James Foster/Sun-Times

On June 23, Helfer was released from the hospital. He returned home to find that his house had been cleaned from top to bottom. And a friend, blues singer and educator Katherine Davis, was ready to stay with him for as long as he needs. Like many of Helfer’s friends, Davis said she had been on the receiving end of so much kindness from him over the years that offering to care for him was a given. Besides, she said, it was good for both of them to have the companionship.

“He introduced me to my second husband and walked me down the aisle,” Davis said. “He’s played a big part in my life — helping me in many ways and everything, you know, some difficult times as well as more good times. So he’s just been a true friend.”

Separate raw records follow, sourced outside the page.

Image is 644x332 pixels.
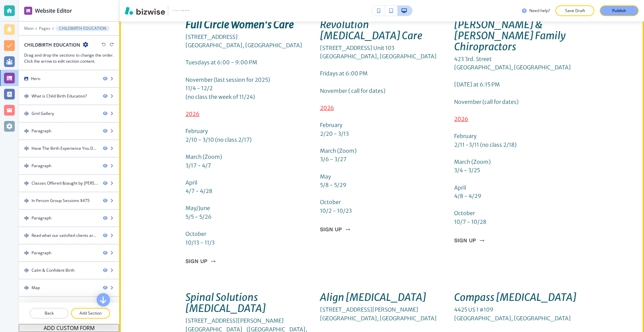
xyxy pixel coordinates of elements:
[454,98,518,105] span: November (call for dates)
[24,251,29,255] img: Drag
[19,280,119,296] div: DragMap
[185,180,197,186] span: April
[185,188,212,194] span: 4/7 - 4/28
[185,18,294,31] em: Full Circle Women's Care
[320,315,436,321] span: [GEOGRAPHIC_DATA], [GEOGRAPHIC_DATA]
[19,88,119,105] div: DragWhat is Child Birth Education?
[71,311,109,316] p: Add Section
[454,307,493,313] span: 4425 US 1 #109
[320,121,342,129] span: February
[19,123,119,139] div: DragParagraph
[39,26,50,31] button: Pages
[171,8,190,13] img: Your Logo
[320,88,386,94] span: November ( call for dates)
[320,18,422,42] em: Revolution [MEDICAL_DATA] Care
[30,311,68,316] p: Back
[24,7,32,15] img: editor icon
[125,7,165,15] img: Bizwise Logo
[19,157,119,175] div: DragParagraph
[185,213,212,221] span: 5/5 - 5/26
[564,7,586,14] p: Save Draft
[185,84,212,92] span: 11/4 - 12/2
[185,317,284,324] span: [STREET_ADDRESS][PERSON_NAME]
[19,324,119,332] button: ADD CUSTOM FORM
[185,162,211,169] span: 3/17 - 4/7
[31,198,89,204] div: In Person Group Sessions $475
[24,26,34,31] p: Main
[19,193,119,209] div: DragIn Person Group Sessions $475
[320,70,368,77] span: Fridays at 6:00 PM
[24,268,29,273] img: Drag
[454,18,568,53] em: [PERSON_NAME] & [PERSON_NAME] Family Chiropractors
[19,297,119,314] div: DragCustom Form-1
[31,284,40,291] div: Map
[31,128,52,134] div: Paragraph
[31,180,98,186] div: Classes Offered &taught by Doula Vonda
[320,148,357,154] span: March (Zoom)
[320,173,331,180] span: May
[529,7,550,14] h3: Need help?
[454,231,484,250] a: sign up
[24,181,29,185] img: Drag
[320,307,418,313] span: [STREET_ADDRESS][PERSON_NAME]
[24,129,29,134] img: Drag
[320,198,340,206] span: October
[24,234,29,238] img: Drag
[320,156,346,162] span: 3/6 - 3/27
[454,142,517,148] span: 2/11 -3/11 (no class 2/18)
[185,291,266,315] em: Spinal Solutions [MEDICAL_DATA]
[320,221,349,239] a: sign up
[185,76,270,83] span: November (last session for 2025)
[320,291,426,303] em: Align [MEDICAL_DATA]
[185,34,238,40] span: [STREET_ADDRESS]
[19,175,119,192] div: DragClasses Offered &taught by [PERSON_NAME]
[31,163,52,169] div: Paragraph
[31,267,75,274] div: Calm & Confident Birth
[185,128,208,134] span: February
[24,285,29,290] img: Drag
[31,233,98,239] div: Read what our satisfied clients are saying about Doula Vonda
[320,53,436,60] span: [GEOGRAPHIC_DATA], [GEOGRAPHIC_DATA]
[454,133,477,139] span: February
[185,252,215,271] a: sign up
[31,250,52,256] div: Paragraph
[71,308,110,319] button: Add Section
[454,64,571,70] span: [GEOGRAPHIC_DATA], [GEOGRAPHIC_DATA]
[24,216,29,221] img: Drag
[185,153,222,160] span: March (Zoom)
[454,167,480,174] span: 3/4 - 3/25
[19,70,119,87] div: Hero
[185,136,252,143] span: 2/10 - 3/10 (no class 2/17)
[19,140,119,157] div: DragHave The Birth Experience You Desire
[56,25,110,31] button: CHILDBIRTH EDUCATION
[30,308,68,319] button: Back
[454,291,576,303] em: Compass [MEDICAL_DATA]
[454,81,500,88] span: [DATE] at 6:15 PM
[19,105,119,122] div: DragGrid Gallery
[454,210,475,216] span: October
[454,219,486,225] span: 10/7 - 10/28
[24,163,29,168] img: Drag
[24,52,114,64] h3: Drag and drop the sections to change the order. Click the arrow to edit section content.
[320,182,346,189] span: 5/8 - 5/29
[24,111,29,116] img: Drag
[59,26,107,31] p: CHILDBIRTH EDUCATION
[31,215,52,221] div: Paragraph
[454,193,482,199] span: 4/8 - 4/29
[24,146,29,151] img: Drag
[31,111,54,116] div: Grid Gallery
[19,244,119,262] div: DragParagraph
[185,93,255,100] span: (no class the week of 11/24)
[35,7,72,15] h2: Website Editor
[31,93,87,99] div: What is Child Birth Education?
[185,230,206,237] span: October
[19,227,119,244] div: DragRead what our satisfied clients are saying about [PERSON_NAME]
[454,116,468,122] u: 2026
[600,6,638,16] button: Publish
[320,44,395,52] span: [STREET_ADDRESS] Unit 103
[24,41,80,48] h2: CHILDBIRTH EDUCATION
[454,315,571,321] span: [GEOGRAPHIC_DATA], [GEOGRAPHIC_DATA]
[320,130,349,137] span: 2/20 - 3/13
[454,56,491,62] span: 423 3rd. Street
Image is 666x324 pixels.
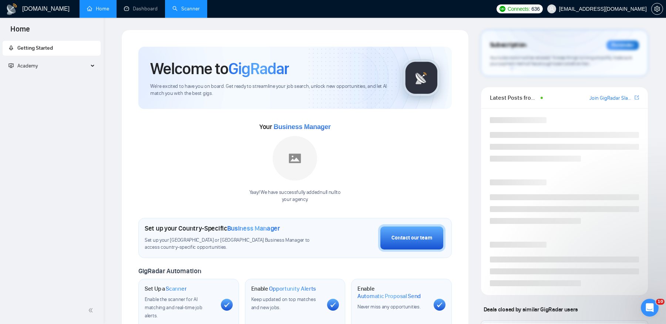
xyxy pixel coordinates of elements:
[145,224,280,232] h1: Set up your Country-Specific
[490,39,527,51] span: Subscription
[656,298,665,304] span: 10
[508,5,530,13] span: Connects:
[651,3,663,15] button: setting
[403,59,440,96] img: gigradar-logo.png
[490,55,632,67] span: Your subscription will be renewed. To keep things running smoothly, make sure your payment method...
[124,6,158,12] a: dashboardDashboard
[274,123,331,130] span: Business Manager
[251,285,316,292] h1: Enable
[249,189,341,203] div: Yaay! We have successfully added null null to
[88,306,95,314] span: double-left
[172,6,200,12] a: searchScanner
[590,94,633,102] a: Join GigRadar Slack Community
[490,93,539,102] span: Latest Posts from the GigRadar Community
[87,6,109,12] a: homeHome
[9,45,14,50] span: rocket
[358,285,428,299] h1: Enable
[635,94,639,101] a: export
[251,296,316,310] span: Keep updated on top matches and new jobs.
[532,5,540,13] span: 636
[500,6,506,12] img: upwork-logo.png
[6,3,18,15] img: logo
[228,58,289,78] span: GigRadar
[4,24,36,39] span: Home
[150,83,391,97] span: We're excited to have you on board. Get ready to streamline your job search, unlock new opportuni...
[518,252,666,304] iframe: Intercom notifications message
[378,224,446,251] button: Contact our team
[166,285,187,292] span: Scanner
[652,6,663,12] span: setting
[269,285,316,292] span: Opportunity Alerts
[3,41,101,56] li: Getting Started
[641,298,659,316] iframe: Intercom live chat
[138,267,201,275] span: GigRadar Automation
[358,292,421,299] span: Automatic Proposal Send
[9,63,14,68] span: fund-projection-screen
[145,237,325,251] span: Set up your [GEOGRAPHIC_DATA] or [GEOGRAPHIC_DATA] Business Manager to access country-specific op...
[9,63,38,69] span: Academy
[358,303,420,309] span: Never miss any opportunities.
[17,45,53,51] span: Getting Started
[150,58,289,78] h1: Welcome to
[227,224,280,232] span: Business Manager
[635,94,639,100] span: export
[607,40,639,50] div: Reminder
[249,196,341,203] p: your agency .
[481,302,581,315] span: Deals closed by similar GigRadar users
[17,63,38,69] span: Academy
[549,6,554,11] span: user
[273,136,317,180] img: placeholder.png
[259,123,331,131] span: Your
[145,296,202,318] span: Enable the scanner for AI matching and real-time job alerts.
[651,6,663,12] a: setting
[392,234,432,242] div: Contact our team
[145,285,187,292] h1: Set Up a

These days, Helfer is feeling a lot better: “I’m just grateful for everything, and I find my days full,” he said.

Read the full story from Caroline Hurley.

From the press box

The NHL returns this weekend with the start of the Stanley Cup Playoffs. Hockey writer Ben Pope predicts how the Blackhawks-Oilers series (and the rest of the first round) will shake out. Game 1 is tomorrow at 2 p.m. on NBC-5. Here’s how to watch.

Can’t get enough Blackhawks content? We scored an exclusive interview with Blackhawks interim president Danny Wirtz, who talked about the team’s future, and what’s gone on behind the scenes this summer.

Also this weekend, the Cubs play the Pirates on Marquee Sports Network, the White Sox face the Royals on NBC Sports Chicago and the Sky play the Mystics at 5 p.m. tomorrow on WCIU-26.2.

ICYMI, it’s the most wonderful time of the year: The Bears are in training camp! Hear all about it in the latest Halas Intrigue podcast.

Your daily question ☕

What’s the nicest thing someone has done for you during the coronavirus pandemic?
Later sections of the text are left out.